Also Known As: Clover, the Cloverfield Creature
First Appearance: Cloverfield (2008)
Most Iconic Form: Towering, quadrupedal kaiju with gangly limbs, pale flesh, and parasite-shedding pores
Kill Count: Estimated hundreds to thousands (collateral, direct, and parasitic)
Portrayed by: CGI, designed by Neville Page
Cloverfield (2008)

Directed by Matt Reeves and produced by J.J. Abrams, Cloverfield reimagines the kaiju genre through a modern horror lens — presented entirely in found footage.
The film opens with a farewell party in Manhattan. As the camera rolls, the power cuts out, an explosion rocks the city, and the head of the Statue of Liberty crashes into the street. Chaos erupts as a colossal creature rampages through the city.
The monster — nicknamed Clover by fans and crew — is never fully explained. It’s glimpsed in fragments:
- Long, insectoid limbs
- Pale, sickly skin
- Gaping jaws with secondary mandibles
- A whipping tail and exposed ribs
- Skin that drops parasitic creatures the size of dogs
The military launches full-scale strikes, but the creature proves resilient, adaptive, and enraged. The real horror lies in its unpredictability: it’s not methodically attacking — it’s panicking, lost, and lashing out.
As survivors flee underground, they’re attacked by parasites shed by Clover — creatures that bite, infect, and cause internal hemorrhaging. One character, Marlena, is bitten and later explodes offscreen in quarantine, adding a biological warfare layer to the chaos.
The final shot is ambiguous. As the city is bombed, the found footage ends with the couple under rubble. But a blink-and-you’ll-miss-it frame on the Coney Island tape shows something falling from the sky into the ocean — hinting that Clover may not be alone… or from Earth.

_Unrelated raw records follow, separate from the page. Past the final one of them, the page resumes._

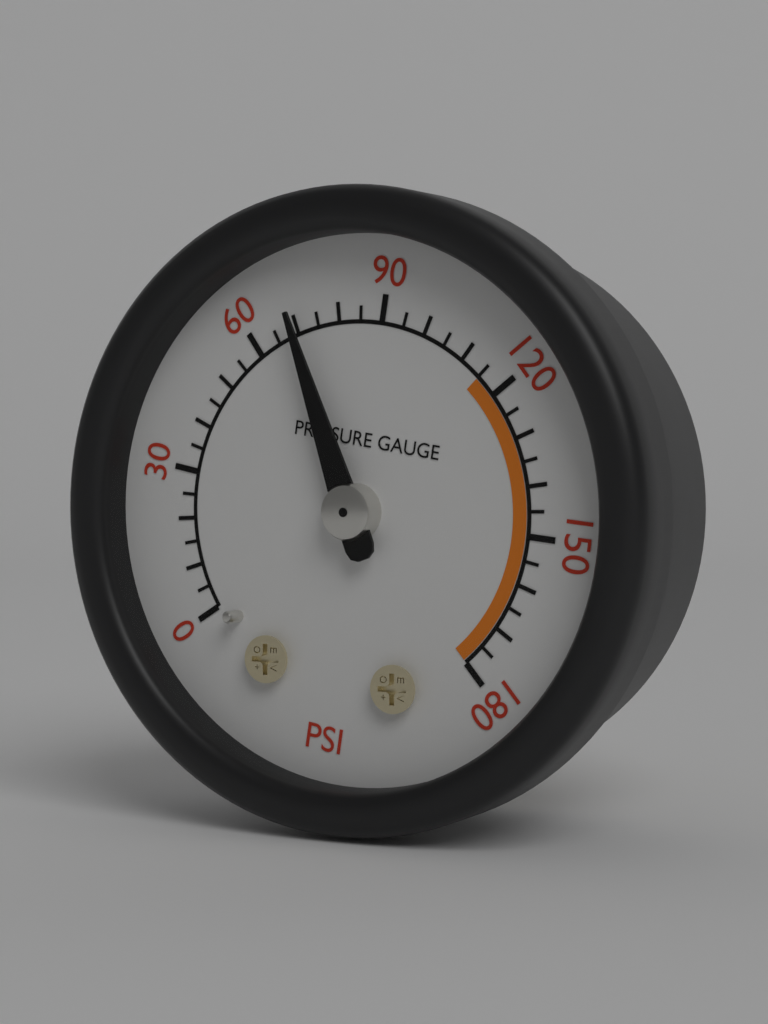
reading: 70 psi
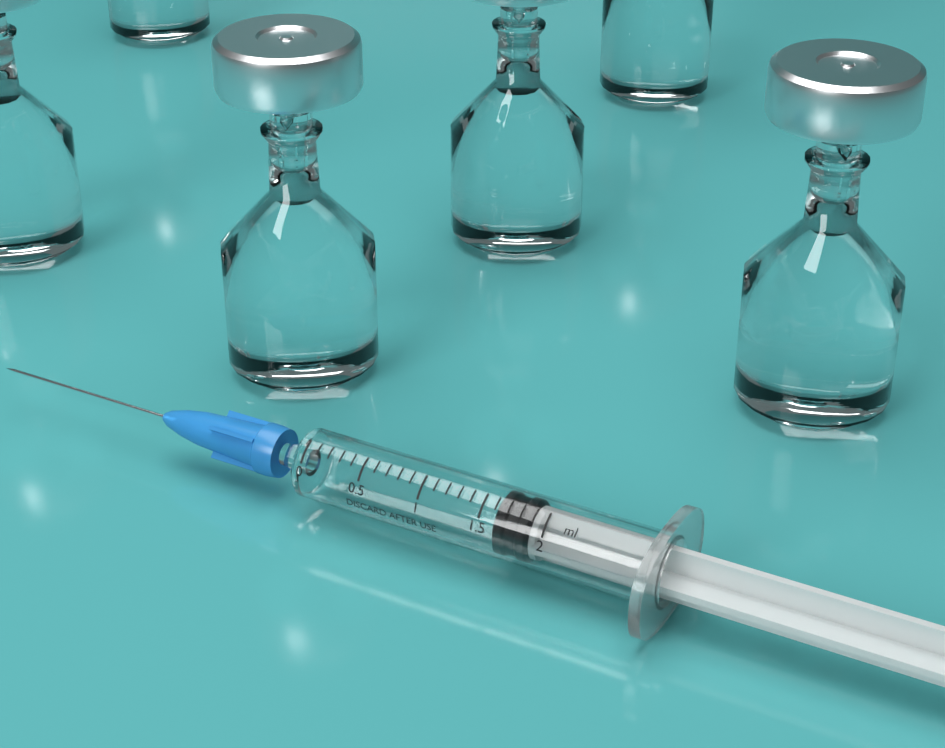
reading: 1.6 ml
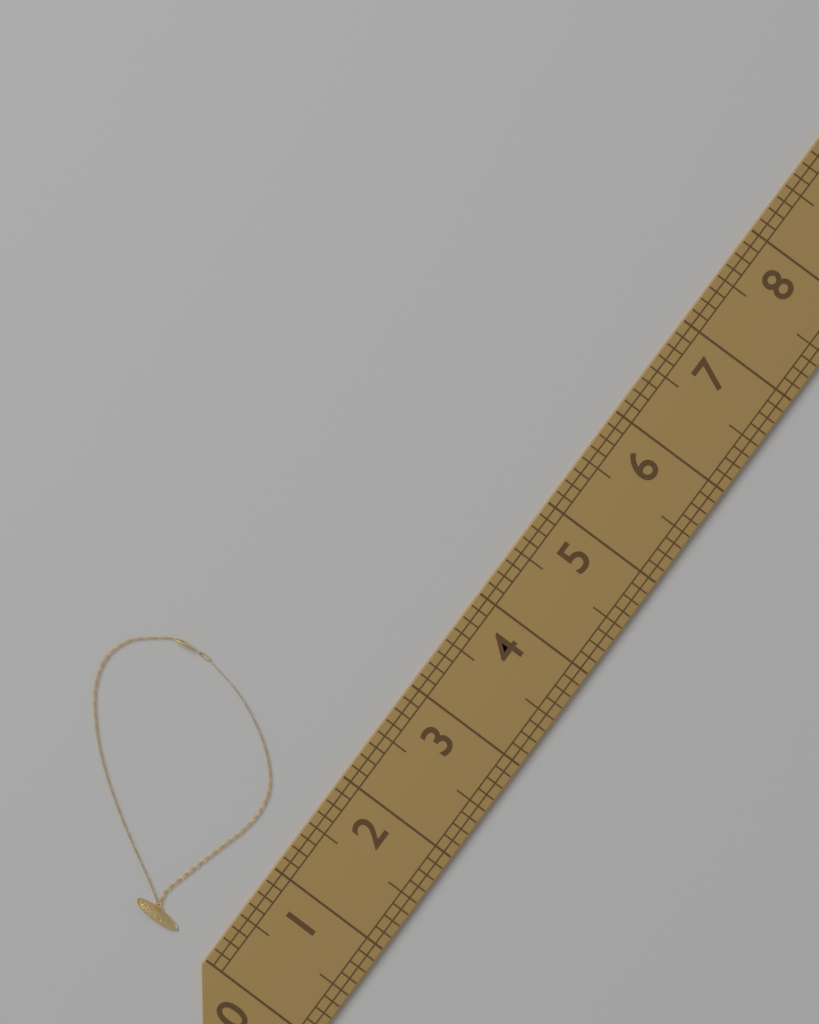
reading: 2.125 (no unit)
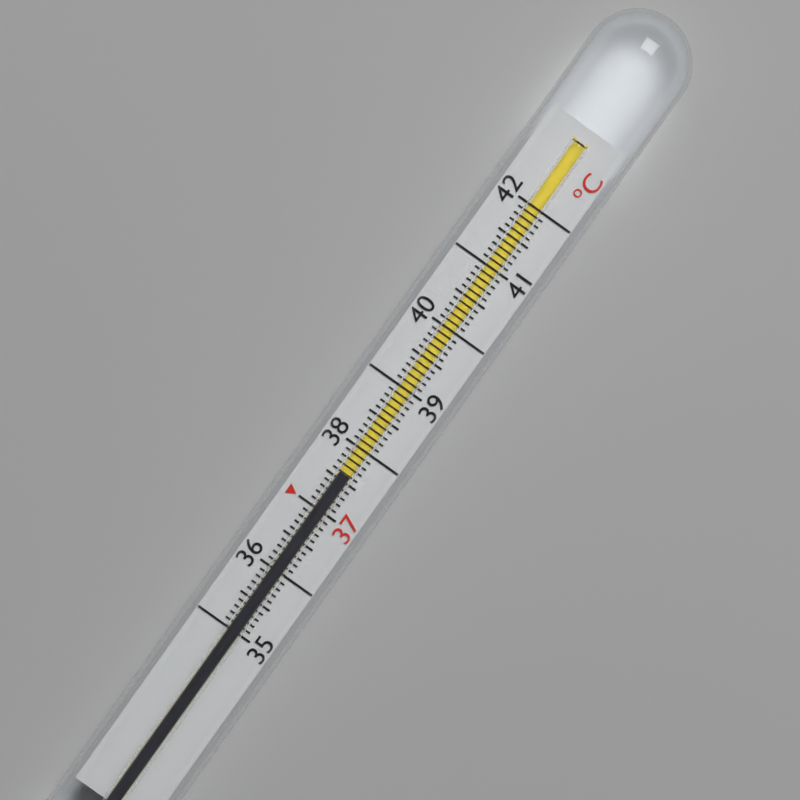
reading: 37.6 °C
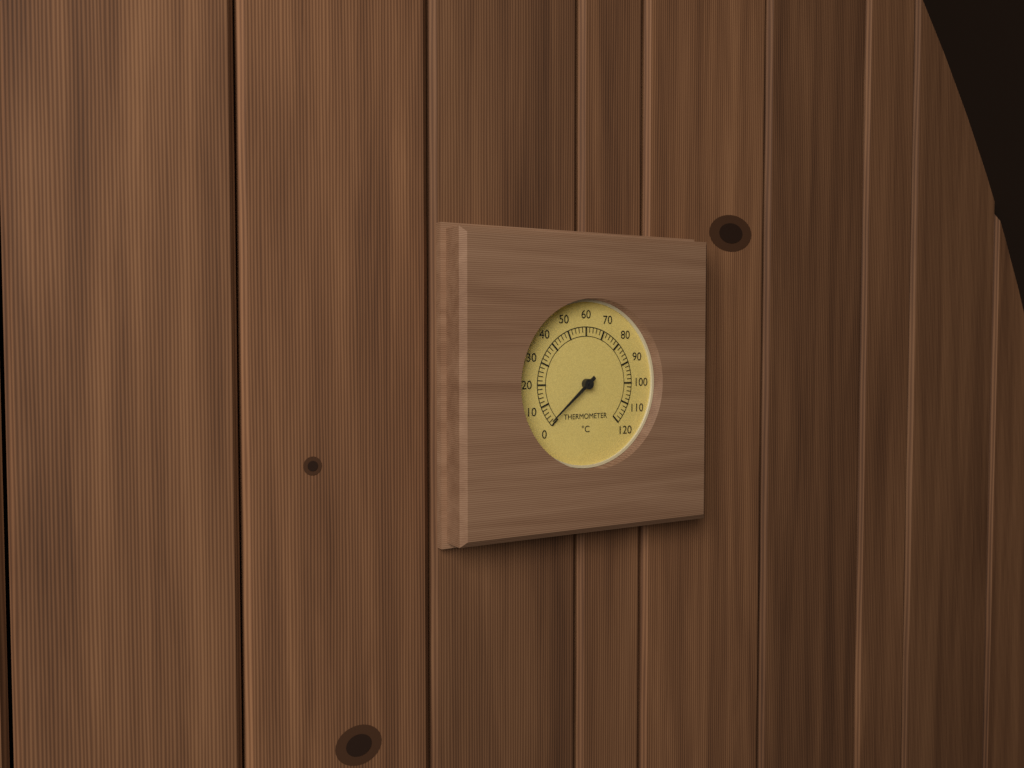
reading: 2 °C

The Cloverfield Paradox (2018)

This loosely connected sci-fi film suggests a multiverse explanation: a particle accelerator malfunctions, tearing reality apart and potentially unleashing Cloverfield-like creatures into alternate Earths.

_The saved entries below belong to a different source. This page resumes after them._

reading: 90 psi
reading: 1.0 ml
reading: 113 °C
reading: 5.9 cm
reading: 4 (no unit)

In the final moments, a version of Clover — much larger and fully grown — bursts through cloud cover, dwarfing even skyscrapers. While not the same individual, it confirms Clover is not a one-off event, but a species, or a cross-dimensional terror unleashed through human error.
This film expands the mythos but offers more questions than answers, leaning into cosmic horror and corporate irresponsibility.
Physiology & Behavior
- Estimated height: 240–300 feet
- Pale, amphibious skin with exposed musculature
- Spindly forelimbs used for grappling and smashing
- Rear legs and tail for balance and speed
- Face features:
- Massive jaw with multiple rows of teeth
- Secondary mouth structure (possibly for feeding or breathing)

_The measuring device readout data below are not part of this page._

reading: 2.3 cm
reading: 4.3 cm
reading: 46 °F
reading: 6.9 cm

- Drops parasites from its body — they attack independently and inject victims with unknown agents
- Possibly juvenile — its behavior suggests confusion and pain rather than calculated destruction
- Resistant to artillery, tank fire, and explosives
- May be from:
- Deep ocean
- Another dimension
- Space (based on Paradox‘s final shot)
- Does not communicate or respond to stimuli — feral and uncontrollable
Cultural Impact

- A surprise monster movie that reignited found-footage horror in the late 2000s
- Viral marketing campaign (including Slusho!, Tagruato, and hidden websites) became a blueprint for genre film promotion
- Inspired comics, ARGs, and speculative lore-building communities
- Clover’s design by Neville Page is praised for being both alien and animalistic
- Often compared to:
- Godzilla (but less noble)
- The Rancor (due to its flailing limbs and aggression)
- Lovecraftian monsters (due to cosmic ambiguity)
- Referenced in 10 Cloverfield Lane and Paradox as part of an anthology-universe
- Fan theories suggest Clover is a baby — the adult form is far more dangerous
League Placement
The Cloverfield Monster belongs in the Second Class Tier — not for lack of size or fear, but because it is still young, still lost, and its legacy is fragmented across timelines. It didn’t come to destroy the world. It came through it. And in doing so, it tore it apart.